After a month without tropical cyclone activity, Tropical Storm Danielle formed in the far North Atlantic Ocean on September 1st, quickly becoming a Category 1 Hurricane by the morning of September 2nd.
Danielle is taking advantage of anomalously warm sea-surface temperatures in the North Atlantic Ocean and is near-stationary due to a weak steering pattern.
According to the National Hurricane Center‘s latest 11:00 PM advisory on September 2nd, the center of Hurricane Danielle was located near latitude 37.9°N and longitude 43.5°W and a minimum central pressure of 988 millibars. Danielle is forecast to generally drift westward through early Sunday, then northward by Monday.
Currently, maximum sustained winds are near 120 KM/H with higher gusts. Some slight strengthening is forecast during the next few days though the NHC does not explicitly forecast Danielle exceeding Category 1 strength. While the hurricane remains stationary in a generally favorable environment, cooler waters from deeper below the ocean’s surface may rise as showers and thunderstorms agitate seas, leading to convection struggling to maintain. Danielle is expected to move over colder waters after Monday, which should induce some weakening by early next week.
Hurricane-force winds extend outward up to 30 kilometers from the center and tropical-storm-force winds extend outward up to 205 kilometers.
On the current forecast track, Danielle is not forecast to directly affect any landmasses over the next five days, with no hazards affecting land at this time. There are no tropical storm or hurricane watches or warnings in effect for any coastal areas. Hurricane Danielle is not forecast to affect Trinidad, Tobago, or the Lesser Antilles.
With the strengthening of Hurricane Danielle, the Atlantic’s 332-day streak without a hurricane formation has broken, marking the third longest period in the Atlantic Basin without a hurricane forming.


> [Exercise description]
The listing below holds a line with "Image is 644x330 pixels." and a line with "Image is 809x516 pixels.". Reproduce those two lines exactly, plus everything between them.

> [Data for this exercise]
=== Begin Enclosure ===
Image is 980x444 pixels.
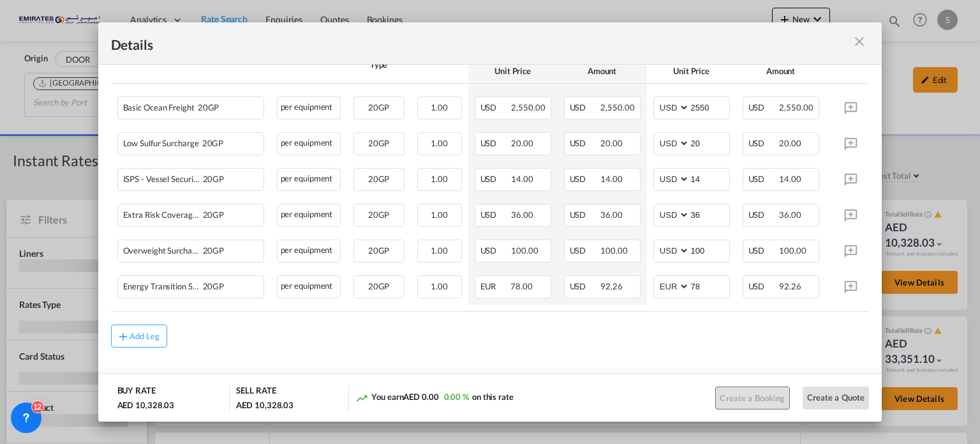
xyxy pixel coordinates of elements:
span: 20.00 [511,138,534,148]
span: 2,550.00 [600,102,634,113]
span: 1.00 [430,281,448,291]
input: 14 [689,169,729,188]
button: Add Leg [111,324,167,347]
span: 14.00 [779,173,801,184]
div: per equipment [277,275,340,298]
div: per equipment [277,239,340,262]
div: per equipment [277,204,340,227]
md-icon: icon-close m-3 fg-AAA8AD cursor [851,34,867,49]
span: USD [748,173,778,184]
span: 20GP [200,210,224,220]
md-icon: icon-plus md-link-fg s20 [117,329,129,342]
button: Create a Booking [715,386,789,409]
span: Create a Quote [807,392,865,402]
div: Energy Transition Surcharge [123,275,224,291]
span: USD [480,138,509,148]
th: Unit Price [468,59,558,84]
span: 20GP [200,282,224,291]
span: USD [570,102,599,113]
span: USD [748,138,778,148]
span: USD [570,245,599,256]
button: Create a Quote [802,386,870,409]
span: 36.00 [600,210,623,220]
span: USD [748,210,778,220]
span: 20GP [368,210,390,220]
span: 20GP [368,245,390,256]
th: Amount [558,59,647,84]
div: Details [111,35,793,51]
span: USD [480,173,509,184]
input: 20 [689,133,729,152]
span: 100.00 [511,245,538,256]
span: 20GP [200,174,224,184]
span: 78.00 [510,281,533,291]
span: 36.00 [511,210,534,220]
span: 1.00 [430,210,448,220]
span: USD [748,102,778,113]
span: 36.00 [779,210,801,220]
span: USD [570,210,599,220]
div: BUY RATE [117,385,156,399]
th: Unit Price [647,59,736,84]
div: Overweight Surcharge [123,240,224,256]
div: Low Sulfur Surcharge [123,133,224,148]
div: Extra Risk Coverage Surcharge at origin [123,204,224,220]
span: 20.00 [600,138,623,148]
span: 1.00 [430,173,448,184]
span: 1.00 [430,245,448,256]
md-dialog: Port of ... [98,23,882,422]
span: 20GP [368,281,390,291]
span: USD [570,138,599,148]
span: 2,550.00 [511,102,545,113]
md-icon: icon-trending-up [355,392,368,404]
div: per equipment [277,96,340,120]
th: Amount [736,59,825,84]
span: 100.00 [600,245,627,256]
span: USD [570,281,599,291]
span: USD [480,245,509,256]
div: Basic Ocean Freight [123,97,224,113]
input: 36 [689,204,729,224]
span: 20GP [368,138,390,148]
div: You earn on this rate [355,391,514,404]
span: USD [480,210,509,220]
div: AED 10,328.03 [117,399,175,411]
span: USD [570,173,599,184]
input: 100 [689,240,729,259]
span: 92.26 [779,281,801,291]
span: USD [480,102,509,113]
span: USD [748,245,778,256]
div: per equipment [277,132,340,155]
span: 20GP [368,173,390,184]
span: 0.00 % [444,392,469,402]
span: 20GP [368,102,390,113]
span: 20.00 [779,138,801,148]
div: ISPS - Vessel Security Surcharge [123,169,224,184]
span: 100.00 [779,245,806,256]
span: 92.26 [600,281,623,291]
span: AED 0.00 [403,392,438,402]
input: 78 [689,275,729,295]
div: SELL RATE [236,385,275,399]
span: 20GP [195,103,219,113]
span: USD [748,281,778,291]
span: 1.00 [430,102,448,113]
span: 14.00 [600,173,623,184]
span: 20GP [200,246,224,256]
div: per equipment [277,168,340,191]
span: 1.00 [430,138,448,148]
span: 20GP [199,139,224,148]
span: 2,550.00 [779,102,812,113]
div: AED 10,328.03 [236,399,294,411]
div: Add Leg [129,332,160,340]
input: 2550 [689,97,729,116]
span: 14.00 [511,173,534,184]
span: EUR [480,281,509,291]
=== End Enclosure ===
=== Begin Enclosure ===
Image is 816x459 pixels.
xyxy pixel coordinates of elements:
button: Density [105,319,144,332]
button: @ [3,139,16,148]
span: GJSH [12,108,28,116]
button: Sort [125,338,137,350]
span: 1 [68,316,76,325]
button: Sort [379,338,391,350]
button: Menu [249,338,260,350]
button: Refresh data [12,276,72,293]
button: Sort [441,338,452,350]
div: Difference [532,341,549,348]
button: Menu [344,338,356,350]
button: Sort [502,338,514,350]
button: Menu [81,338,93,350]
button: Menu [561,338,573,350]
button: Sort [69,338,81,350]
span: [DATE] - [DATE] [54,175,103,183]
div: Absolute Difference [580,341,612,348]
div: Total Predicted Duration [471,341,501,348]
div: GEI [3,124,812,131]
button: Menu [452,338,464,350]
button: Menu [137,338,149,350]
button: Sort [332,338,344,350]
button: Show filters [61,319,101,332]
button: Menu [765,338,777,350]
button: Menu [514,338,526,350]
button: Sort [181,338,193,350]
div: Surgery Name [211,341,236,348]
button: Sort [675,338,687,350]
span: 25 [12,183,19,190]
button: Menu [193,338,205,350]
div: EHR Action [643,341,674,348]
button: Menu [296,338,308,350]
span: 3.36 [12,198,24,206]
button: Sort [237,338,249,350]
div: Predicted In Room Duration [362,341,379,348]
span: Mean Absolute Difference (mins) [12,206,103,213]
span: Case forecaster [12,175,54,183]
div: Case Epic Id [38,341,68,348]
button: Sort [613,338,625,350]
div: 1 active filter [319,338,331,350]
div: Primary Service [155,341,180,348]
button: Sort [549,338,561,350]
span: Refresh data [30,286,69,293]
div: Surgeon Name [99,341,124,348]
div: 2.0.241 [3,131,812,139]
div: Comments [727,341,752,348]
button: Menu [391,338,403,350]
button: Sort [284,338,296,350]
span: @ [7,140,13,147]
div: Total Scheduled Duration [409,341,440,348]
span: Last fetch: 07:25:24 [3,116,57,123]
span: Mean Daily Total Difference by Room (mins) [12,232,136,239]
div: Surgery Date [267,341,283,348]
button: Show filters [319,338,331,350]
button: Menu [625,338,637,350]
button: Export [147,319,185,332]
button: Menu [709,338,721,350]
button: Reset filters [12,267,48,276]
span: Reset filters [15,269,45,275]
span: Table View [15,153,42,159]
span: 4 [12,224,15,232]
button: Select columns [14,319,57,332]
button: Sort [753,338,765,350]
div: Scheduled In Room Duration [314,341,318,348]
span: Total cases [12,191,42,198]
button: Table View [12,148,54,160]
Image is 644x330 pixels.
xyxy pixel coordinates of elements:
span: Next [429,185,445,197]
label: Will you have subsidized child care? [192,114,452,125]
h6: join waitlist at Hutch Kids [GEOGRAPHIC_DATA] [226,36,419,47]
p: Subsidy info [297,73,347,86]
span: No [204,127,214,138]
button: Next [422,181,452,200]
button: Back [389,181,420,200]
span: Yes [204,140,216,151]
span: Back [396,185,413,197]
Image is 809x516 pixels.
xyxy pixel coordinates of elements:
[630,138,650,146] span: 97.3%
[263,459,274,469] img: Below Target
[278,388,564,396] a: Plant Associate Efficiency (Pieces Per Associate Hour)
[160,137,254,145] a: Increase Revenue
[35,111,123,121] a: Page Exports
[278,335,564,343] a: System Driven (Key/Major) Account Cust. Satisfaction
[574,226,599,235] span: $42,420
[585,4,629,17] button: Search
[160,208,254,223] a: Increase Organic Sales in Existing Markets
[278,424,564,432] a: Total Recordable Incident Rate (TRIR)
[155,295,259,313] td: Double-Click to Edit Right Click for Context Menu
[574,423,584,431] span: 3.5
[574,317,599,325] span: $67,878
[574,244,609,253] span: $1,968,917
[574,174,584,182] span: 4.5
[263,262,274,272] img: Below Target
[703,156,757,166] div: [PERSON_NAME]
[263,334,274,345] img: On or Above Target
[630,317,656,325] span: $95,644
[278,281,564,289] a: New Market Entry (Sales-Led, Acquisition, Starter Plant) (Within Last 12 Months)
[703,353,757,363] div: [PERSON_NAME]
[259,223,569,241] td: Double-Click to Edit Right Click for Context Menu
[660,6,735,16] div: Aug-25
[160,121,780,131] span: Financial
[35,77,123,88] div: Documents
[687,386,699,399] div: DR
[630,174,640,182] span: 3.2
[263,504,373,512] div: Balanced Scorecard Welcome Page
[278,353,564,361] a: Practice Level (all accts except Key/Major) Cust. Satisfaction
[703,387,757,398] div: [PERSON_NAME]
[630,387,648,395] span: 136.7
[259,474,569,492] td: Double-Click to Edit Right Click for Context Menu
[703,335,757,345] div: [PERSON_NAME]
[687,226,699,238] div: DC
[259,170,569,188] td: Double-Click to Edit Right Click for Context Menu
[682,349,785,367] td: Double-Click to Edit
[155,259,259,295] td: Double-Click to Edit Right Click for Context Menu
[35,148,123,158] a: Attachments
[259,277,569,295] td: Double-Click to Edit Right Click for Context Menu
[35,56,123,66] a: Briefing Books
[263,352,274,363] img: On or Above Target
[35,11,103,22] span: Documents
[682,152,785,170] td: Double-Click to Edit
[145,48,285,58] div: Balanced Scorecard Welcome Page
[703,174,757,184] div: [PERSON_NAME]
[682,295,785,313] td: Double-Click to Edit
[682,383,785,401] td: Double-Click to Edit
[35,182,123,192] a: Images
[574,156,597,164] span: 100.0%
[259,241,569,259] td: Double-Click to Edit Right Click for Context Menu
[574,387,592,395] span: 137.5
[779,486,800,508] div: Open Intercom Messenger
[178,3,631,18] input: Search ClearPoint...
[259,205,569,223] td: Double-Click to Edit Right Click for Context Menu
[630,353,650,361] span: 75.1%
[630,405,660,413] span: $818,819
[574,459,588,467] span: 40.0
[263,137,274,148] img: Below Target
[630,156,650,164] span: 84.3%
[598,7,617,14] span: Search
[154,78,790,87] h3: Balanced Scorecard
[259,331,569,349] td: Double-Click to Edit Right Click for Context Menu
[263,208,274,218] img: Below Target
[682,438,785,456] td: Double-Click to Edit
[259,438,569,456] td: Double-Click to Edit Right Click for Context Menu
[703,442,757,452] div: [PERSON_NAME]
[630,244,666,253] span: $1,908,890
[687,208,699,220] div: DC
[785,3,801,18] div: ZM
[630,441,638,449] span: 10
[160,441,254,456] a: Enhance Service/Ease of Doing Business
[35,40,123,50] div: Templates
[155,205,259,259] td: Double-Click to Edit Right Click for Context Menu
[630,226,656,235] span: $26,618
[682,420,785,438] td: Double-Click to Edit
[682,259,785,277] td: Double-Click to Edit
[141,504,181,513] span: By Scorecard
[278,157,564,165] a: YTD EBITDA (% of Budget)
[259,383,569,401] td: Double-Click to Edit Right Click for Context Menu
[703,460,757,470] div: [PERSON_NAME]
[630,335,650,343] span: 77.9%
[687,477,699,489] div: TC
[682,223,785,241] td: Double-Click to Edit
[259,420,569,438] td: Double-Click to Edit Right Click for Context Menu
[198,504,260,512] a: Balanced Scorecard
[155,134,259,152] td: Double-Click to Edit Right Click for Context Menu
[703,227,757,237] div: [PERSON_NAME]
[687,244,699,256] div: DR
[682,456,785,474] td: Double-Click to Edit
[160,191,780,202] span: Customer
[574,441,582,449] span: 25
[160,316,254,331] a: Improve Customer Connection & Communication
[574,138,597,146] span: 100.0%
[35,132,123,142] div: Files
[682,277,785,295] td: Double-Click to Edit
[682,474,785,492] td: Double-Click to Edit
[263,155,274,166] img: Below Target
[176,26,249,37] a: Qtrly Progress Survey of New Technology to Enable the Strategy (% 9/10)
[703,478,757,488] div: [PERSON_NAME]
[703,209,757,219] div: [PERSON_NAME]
=== End Enclosure ===
> [Answer to this exercise]
Image is 644x330 pixels.
xyxy pixel coordinates of elements:
span: Next [429,185,445,197]
label: Will you have subsidized child care? [192,114,452,125]
h6: join waitlist at Hutch Kids [GEOGRAPHIC_DATA] [226,36,419,47]
p: Subsidy info [297,73,347,86]
span: No [204,127,214,138]
button: Next [422,181,452,200]
button: Back [389,181,420,200]
span: Yes [204,140,216,151]
span: Back [396,185,413,197]
Image is 809x516 pixels.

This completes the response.